B2 adults are ready to discuss family as a social institution where personal experience meets cultural norms, economic pressures, and generational change. These 50 questions engage adults with the tensions of modern family life: 'Has the definition of family changed for the better?' 'Should grandparents have a formal role in childcare?' 'How does economic pressure shape family decisions about education and careers?' Each question demands sustained argumentation that draws on personal experience while connecting it to broader social analysis.

The vocabulary reflects the language of family sociology and cultural commentary: 'nuclear family,' 'blended family,' 'patriarchal,' 'filial duty,' 'demographic shift,' and 'work-life balance.' B2 speakers who can produce these terms in discussion demonstrate the analytical register needed for serious social conversation.

Family as social institution

B2 family discussions reach their richest point in multicultural groups where students must explain their family norms to someone from a completely different cultural context. The need to make implicit cultural assumptions explicit produces precisely the kind of careful, detailed explanatory language that B2 proficiency requires.
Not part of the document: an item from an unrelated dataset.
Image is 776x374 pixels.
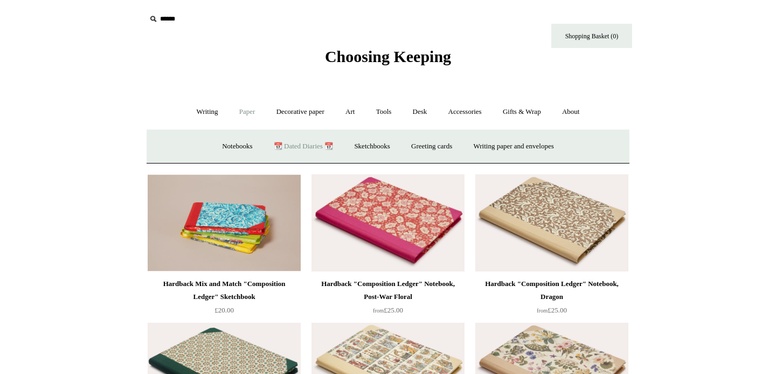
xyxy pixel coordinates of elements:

Sociological vocabulary for family discussion

For B2 adults in academic English or social science programmes, family questions develop the analytical skills needed for sociology, anthropology, and cultural studies. The personal relevance of the topic generates deep engagement while the analytical framing develops academic discourse competence.

Frequently Asked Questions

B1 questions discuss personal family dynamics. B2 questions analyse family as a social institution, connecting personal experience to cultural norms, economics, and generational change.
Ideal. Family diversity is built into the questions. Different cultural norms, family structures, and generational expectations all provide rich material for comparative analysis.
Yes. Family, children, and social change are core IELTS topics at Band 7+.